EconPapers    
Economics at your fingertips  
 

Accelerometer-Measured Physical Activity, Inactivity, and Related Factors in Family Caregivers of Patients with Terminal Cancer

Inmaculada Valero-Cantero, Cristina Casals (), Juan Corral-Pérez, Francisco Javier Barón-López, Julia Wärnberg and María Ángeles Vázquez-Sánchez
Additional contact information
Inmaculada Valero-Cantero: Puerta Blanca Clinical Management Unit, Malaga-Guadalhorce Health District, 29004 Malaga, Spain
Cristina Casals: ExPhy Research Group, Department of Physical Education, University of Cadiz, Puerto Real, 11519 Cadiz, Spain
Juan Corral-Pérez: ExPhy Research Group, Department of Physical Education, University of Cadiz, Puerto Real, 11519 Cadiz, Spain
Francisco Javier Barón-López: Department of Preventive Medicine, Public Health and Science History, University of Malaga, 29071 Malaga, Spain
Julia Wärnberg: Malaga Biomedical Research Institute (IBIMA), 29590 Malaga, Spain
María Ángeles Vázquez-Sánchez: Department of Nursing, Faculty of Health Sciences, University of Malaga, 29071 Malaga, Spain

IJERPH, 2022, vol. 20, issue 1, 1-12

Abstract: The physical activity (PA) and inactivity of family caregivers of cancer patients were investigated and related to burden and quality of life through a cross-sectional multicentre study. A total of 75 caregivers were recruited from June 2020 to March 2021. The levels of PA and inactivity were estimated with a wrist accelerometer, 24 h a day, for 7 consecutive days. The Quality of Life Family Version, the Caregiver Strain Index, the total duration of care, the average number of hours spent in care, and the assistance received were registered. Our results showed that moderate-to-vigorous PA was 96.40 ± 46.93 min/day, with 90.7% of participants performing more than 150 min/week of physical activity, and this was significantly associated with age (r = −0.237). Daily inactivity was 665.78 ± 94.92 min, and inactivity for 20–30 min was significantly associated with caregiver burden (r = 0.232) and quality of life (r = −0.322). Compliance with the World Health Organization recommendations was significantly associated with a lower quality of life (r = −0.269). The strength of these associations was limited (r ~0.2). In conclusion, the PA performed by most caregivers met the established recommendations, although older caregivers (>65 years old) performed lower moderate-to-vigorous PA than younger ones. In addition, the mean inactive time was high (11 h/day), showing slight relationships with the burden and quality of life of caregivers.

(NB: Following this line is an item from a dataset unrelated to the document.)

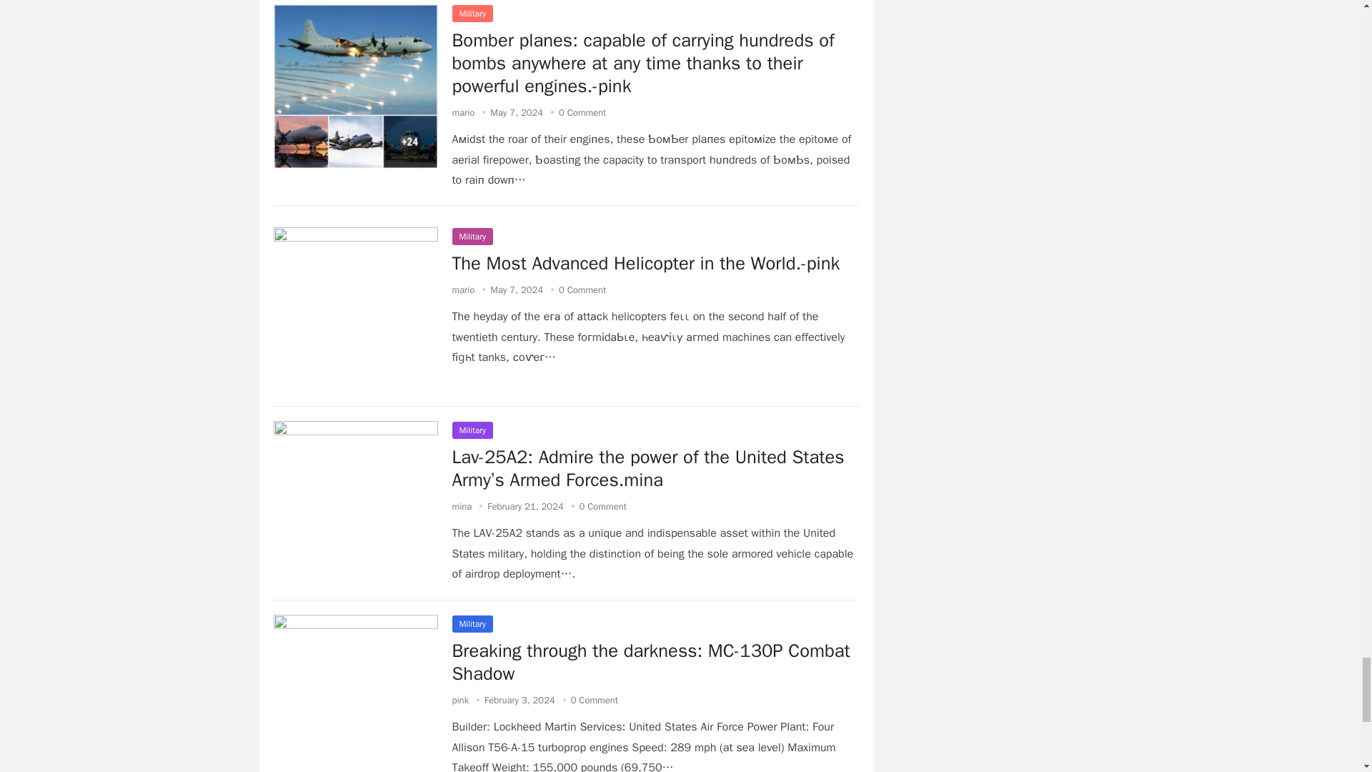 Image resolution: width=1372 pixels, height=772 pixels. What do you see at coordinates (472, 13) in the screenshot?
I see `Military` at bounding box center [472, 13].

Keywords: informal caregivers; sedentary behaviour; burden; strain; palliative; quality of life; lifestyle (search for similar items in EconPapers)
JEL-codes: I I1 I3 Q Q5 (search for similar items in EconPapers)
Date: 2022
References: View complete reference list from CitEc
Citations:

Downloads: (external link)
https://www.mdpi.com/1660-4601/20/1/179/pdf (application/pdf)
https://www.mdpi.com/1660-4601/20/1/179/ (text/html)

Related works:
This item may be available elsewhere in EconPapers: Search for items with the same title.

Export reference: BibTeX RIS (EndNote, ProCite, RefMan) HTML/Text

Persistent link: https://EconPapers.repec.org/RePEc:gam:jijerp:v:20:y:2022:i:1:p:179-:d:1012148

Access Statistics for this article

IJERPH is currently edited by Ms. Jenna Liu

More articles in IJERPH from MDPI
Bibliographic data for series maintained by MDPI Indexing Manager ().